Minding Frankie - Maeve Binchy [65]
“You’re going to be just fine, Frankie,” he said over and over as he rocked her in his arms. If only he could have a drink to steady his nerves. He contemplated calling Malachy, but he was all right. The child was more important than the drink. He would manage.
“Here, Frankie, I’m going to stop talking to myself, I’m going to read you a story,” he said. He put all the concentration in the world into reading her a story about a bird that had fallen out of its nest. It all ended very happily. It worked for Noel: it drove all thought of a large whiskey way out of his mind.
It worked for Frankie too, as she fell into a deep sleep.
Three days later Lisa Kelly phoned her.
“Oh, Moira, Noel asked me to call you. He said you want to go over some of Frankie’s routines with me.”
“Did you have a good time in London?” Moira asked.
“So-so. What routines did you want to discuss?”
“The usual: bath time, feeding, changing. You know she had an accident while you were away?”
“Yes. Poor Noel is like a hen on a hot griddle about it all. No harm done, I gather.”
“Not this time, but it’s not good for a baby to fall on its head.”
“Well, I know that, but Declan has been round and he says she’s fine.”
Moira was pleased she had obviously scared Noel enough to make him aware of the gravity of it all.
“And did your friend do well in the celebrity chef thing?”
“No, not as well as he should have. But then I’m sure you read that in the papers.”

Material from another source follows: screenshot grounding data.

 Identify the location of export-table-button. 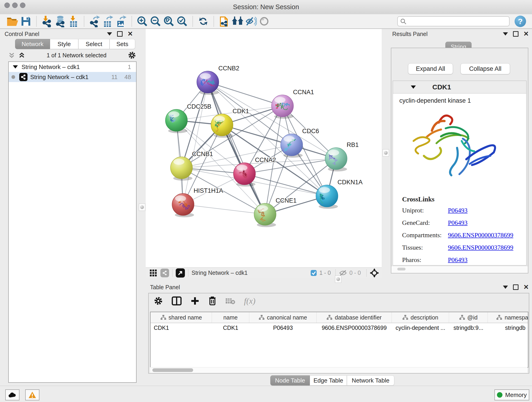
(108, 21).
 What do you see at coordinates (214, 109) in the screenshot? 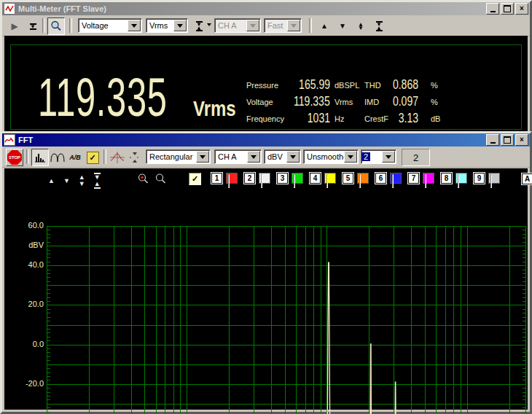
I see `main-reading-unit: Vrms` at bounding box center [214, 109].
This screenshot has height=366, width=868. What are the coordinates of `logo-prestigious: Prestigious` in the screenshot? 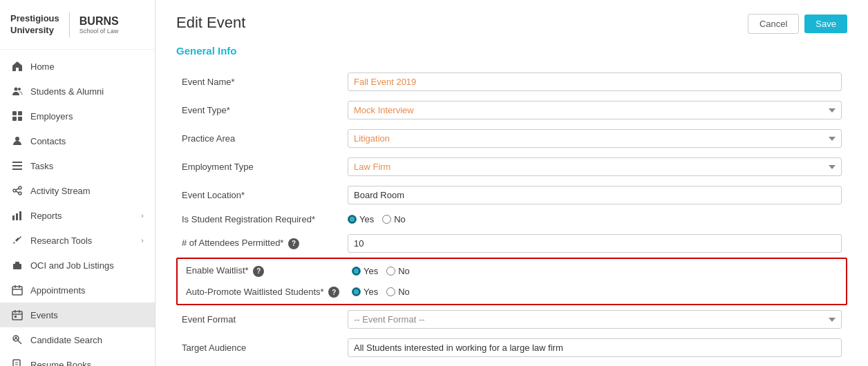 It's located at (35, 19).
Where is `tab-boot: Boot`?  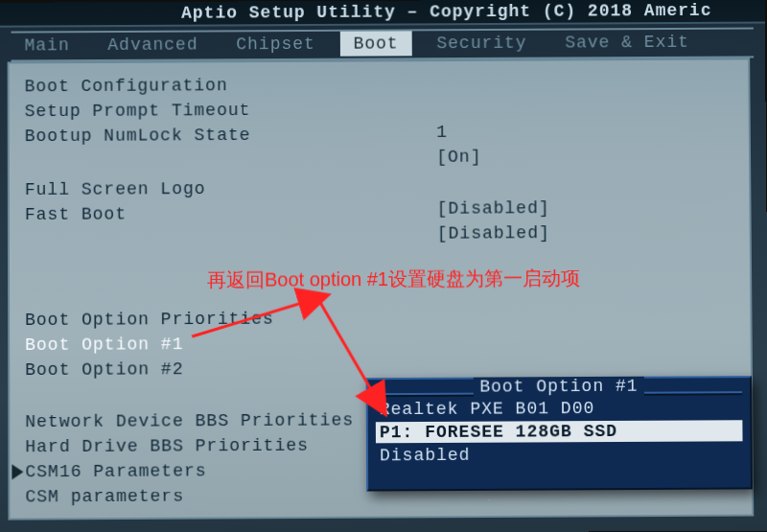
tab-boot: Boot is located at coordinates (376, 43).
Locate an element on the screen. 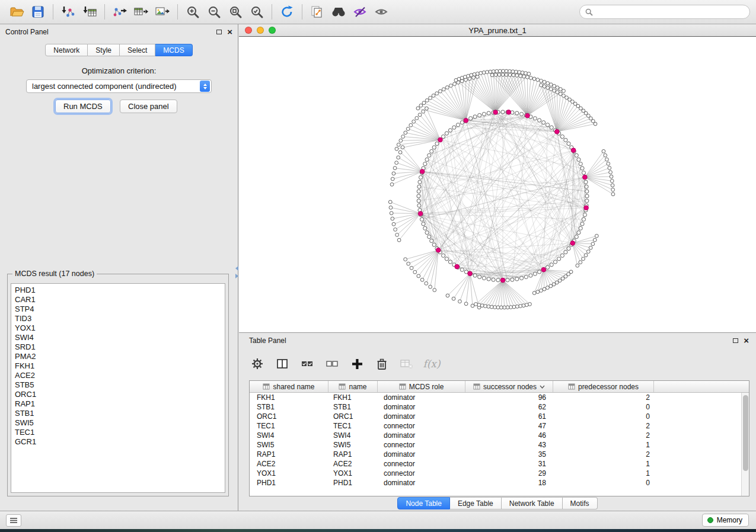 The height and width of the screenshot is (532, 756). tab-mcds: MCDS is located at coordinates (174, 50).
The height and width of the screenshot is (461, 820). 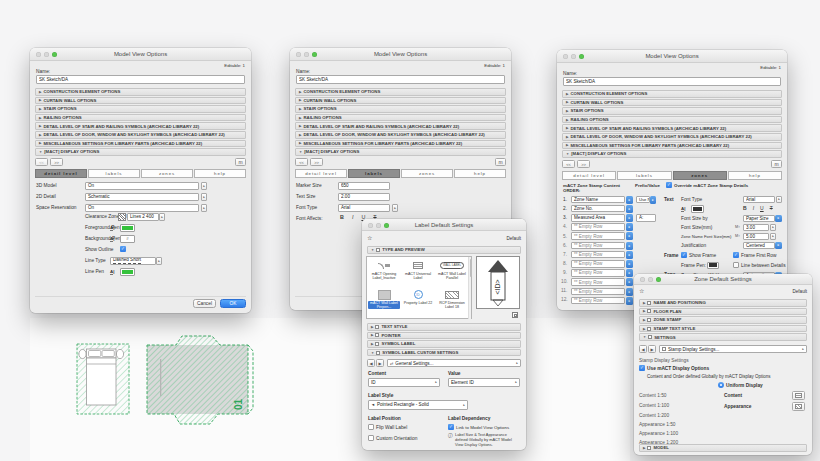 What do you see at coordinates (756, 228) in the screenshot?
I see `font-size-input` at bounding box center [756, 228].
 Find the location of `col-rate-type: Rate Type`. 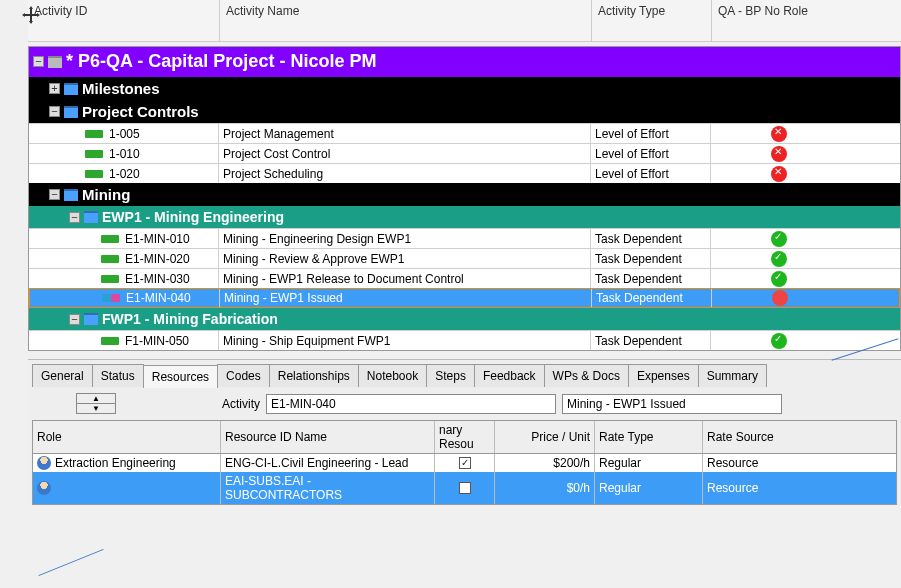

col-rate-type: Rate Type is located at coordinates (649, 437).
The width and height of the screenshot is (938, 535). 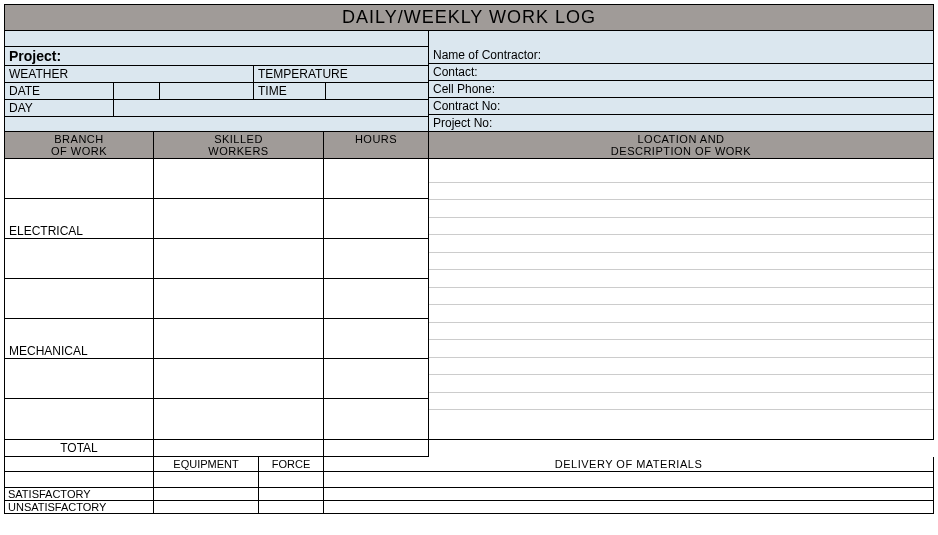 What do you see at coordinates (376, 146) in the screenshot?
I see `header-hours: HOURS` at bounding box center [376, 146].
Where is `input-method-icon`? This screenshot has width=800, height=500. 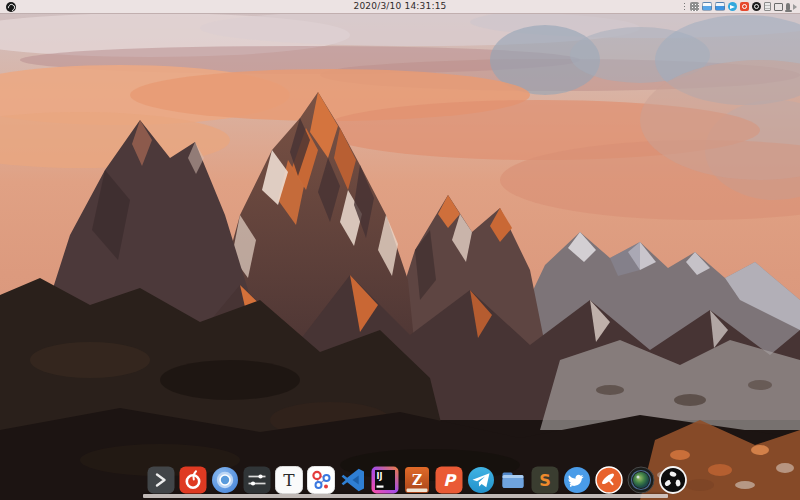 input-method-icon is located at coordinates (707, 6).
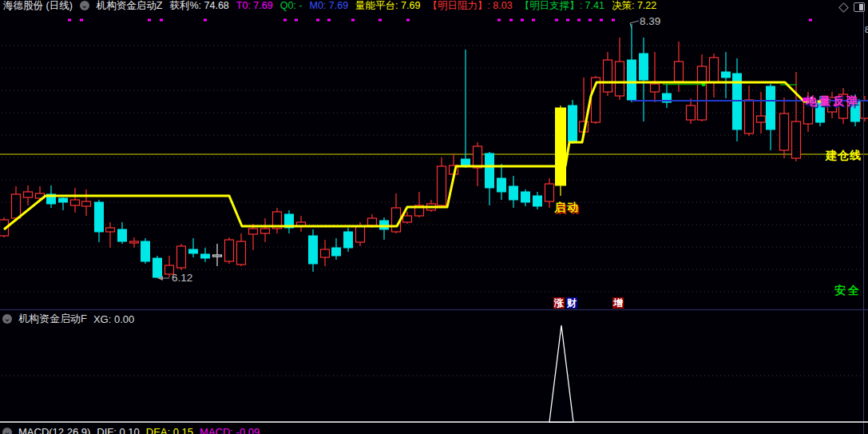  I want to click on profit-percent-value: 获利%: 74.68, so click(199, 6).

“I thought I saw something, yes.”
“It was all totally slanted the wrong way. You see, this woman April turned up out of the blue there, talking about column inches and potential. She knows nothing really, except how to get her own name into the papers.”
“Yes, I saw she was mentioned. I was a little surprised. Noel told me that you had gone to assist him, but it made it seem as if she did all the work.”

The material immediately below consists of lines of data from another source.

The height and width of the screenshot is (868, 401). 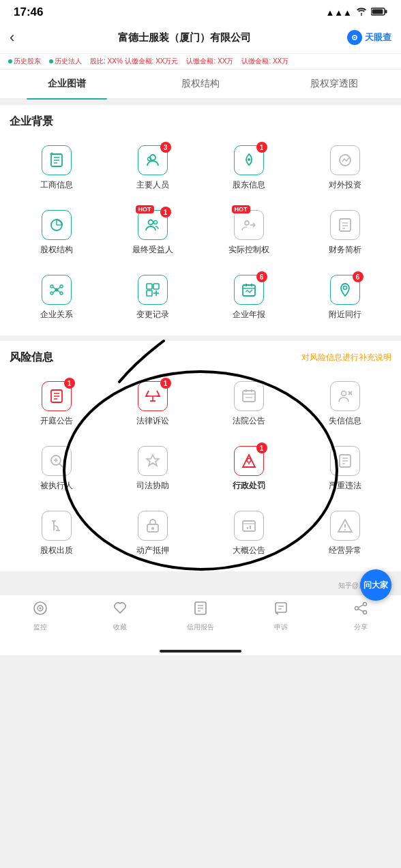 What do you see at coordinates (345, 160) in the screenshot?
I see `investment-icon` at bounding box center [345, 160].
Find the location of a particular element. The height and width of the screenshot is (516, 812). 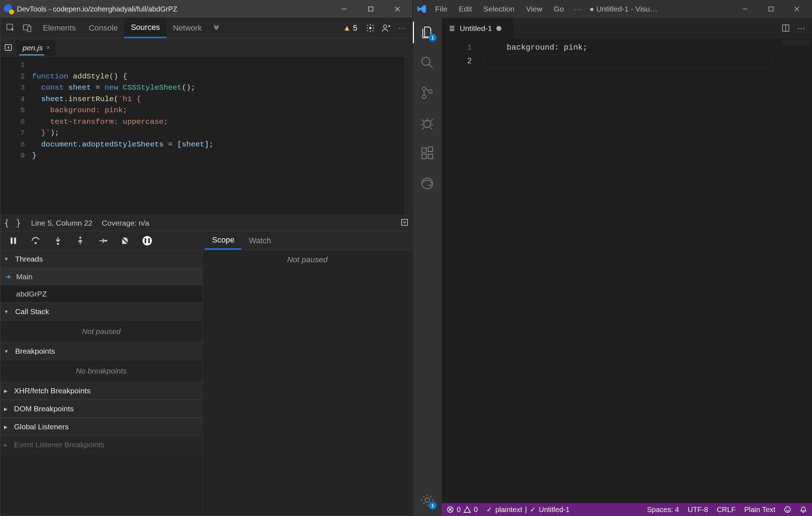

tab-console: Console is located at coordinates (104, 28).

“If drinking cocktails and handing people her business card is work then she did a lot of that, all right,” Lisa said. Then she pulled herself together. “But about this routine you wanted?”

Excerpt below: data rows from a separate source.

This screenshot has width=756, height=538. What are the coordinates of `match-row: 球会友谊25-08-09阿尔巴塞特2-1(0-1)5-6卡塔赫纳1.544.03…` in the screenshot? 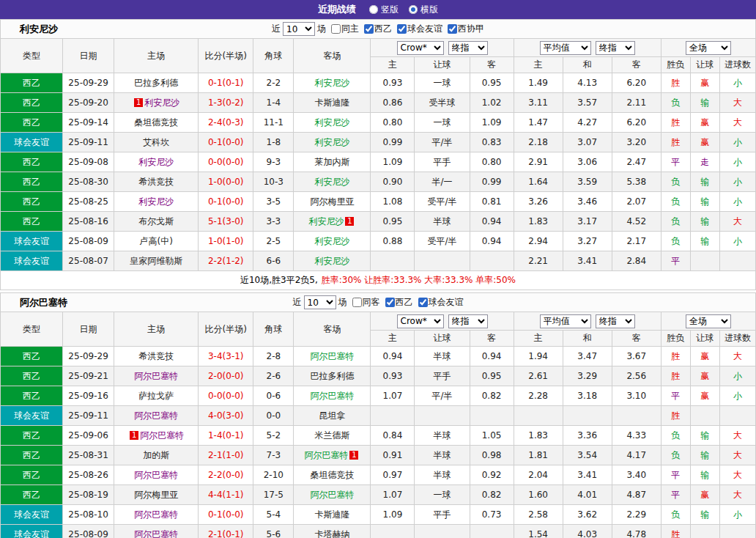 It's located at (378, 531).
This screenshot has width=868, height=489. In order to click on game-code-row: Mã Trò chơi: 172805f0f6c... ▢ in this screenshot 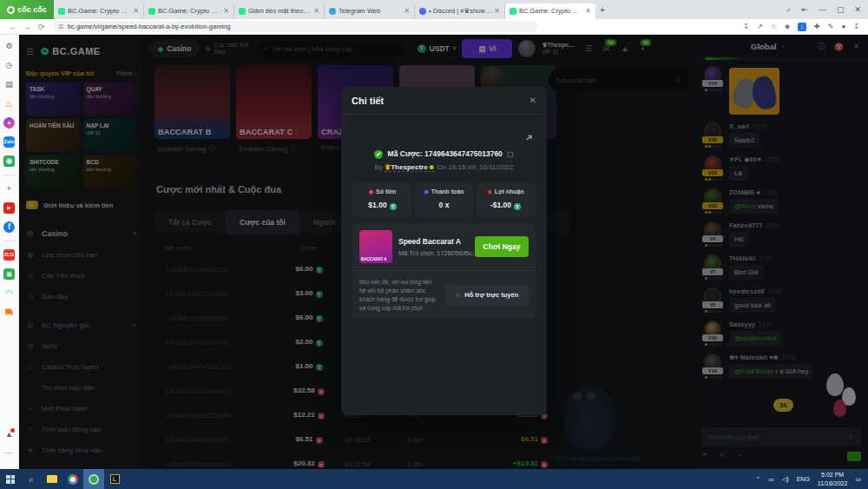, I will do `click(434, 254)`.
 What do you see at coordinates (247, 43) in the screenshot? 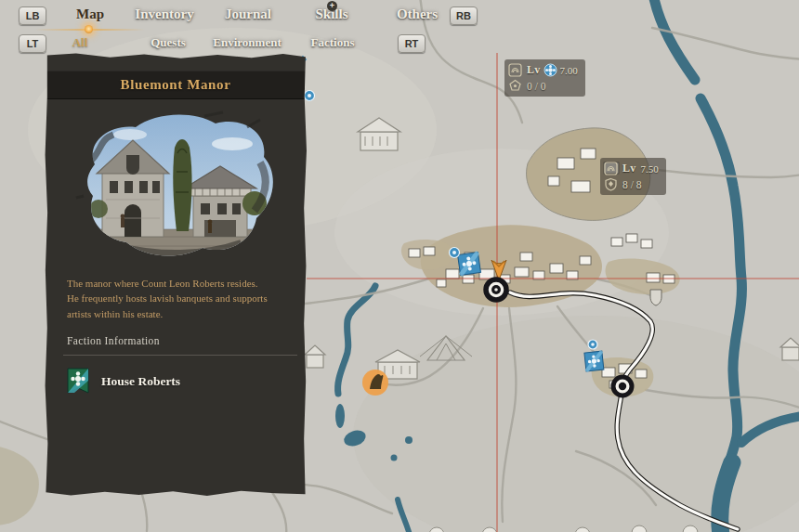
I see `subtab-environment: Environment` at bounding box center [247, 43].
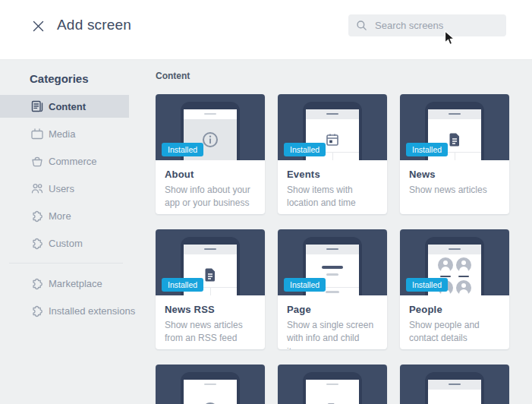  What do you see at coordinates (38, 26) in the screenshot?
I see `close-icon` at bounding box center [38, 26].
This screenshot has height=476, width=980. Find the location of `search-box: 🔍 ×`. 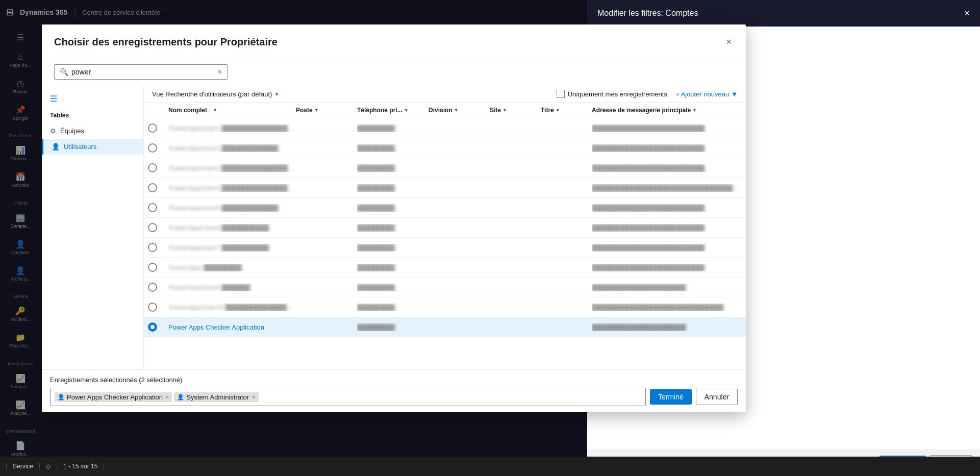

search-box: 🔍 × is located at coordinates (141, 72).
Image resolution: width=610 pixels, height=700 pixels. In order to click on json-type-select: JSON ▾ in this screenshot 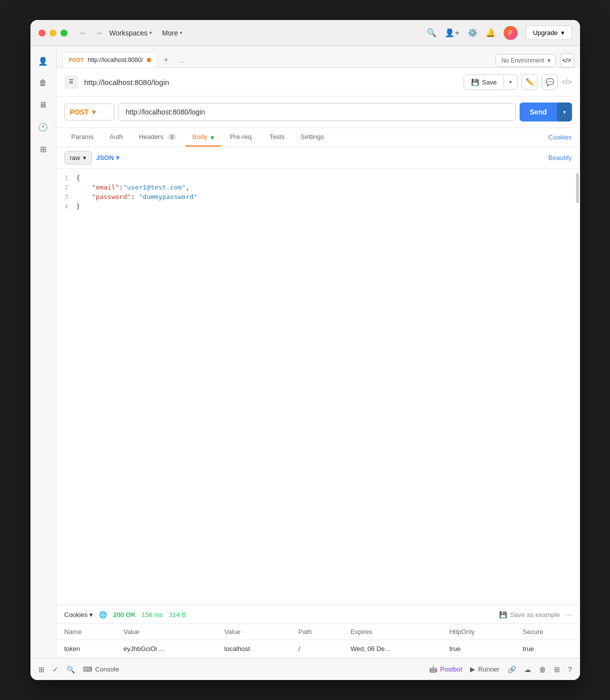, I will do `click(107, 158)`.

“I’ll call round this evening,” Moira said.
Not for the first time Lisa told Noel that Moira’s social life must be the most empty and dull canvas in the whole world.
“Let’s ask Emily to be here. She can take some of the heat away from us,” Noel suggested.
“Good idea,” Lisa agreed. “I was going to ask Katie to come to supper. The more lines of defense we can draw up, the easier it will be for us coping with Generalissimo Moira.”
Moira was surprised to see the little flat full of people. She wished that she had not been wearing the heather-colored suit she had bought from St. Jarlath’s Thrift Shop. Now they would know that she had sent her friend Dolores to make the purchase!
Noel showed her the new positioning of the table. He stood obediently while she measured the formula out, even though he had been doing these bottles perfectly for months. Frankie went off to sleep obediently like a textbook baby.
“Please join us for some supper this time, Moira,” Lisa suggested. “I put two extra drumsticks in for you.”
“No, really, thank you.”
“Oh, do, for God’s sake, Moira. Otherwise we’ll all fight over the extra bits,” Lisa’s sister, Katie, said.
They sat down and Lisa produced a very tasty supper. Moira decided that for a brainless blonde she did have some skills. But then, of course, she was a chef’s girlfriend.
Katie was practical and down-to-earth. She showed them pictures of her trip to Istanbul and talked affectionately of her husband, Garry.
Neither she nor Lisa talked about their home life. But then, to be fair, Moira told herself, she didn’t talk about her home life much either.
Instead they talked about Noel and Lisa’s lectures, and when Katie mentioned that Father Flynn was away visiting his mother in Rossmore, Noel mentioned that he’d first met the priest when he used to bring Stella cigarettes in hospital.
“Hardly a helpful thing to do under the circumstances.” Moira was very disapproving.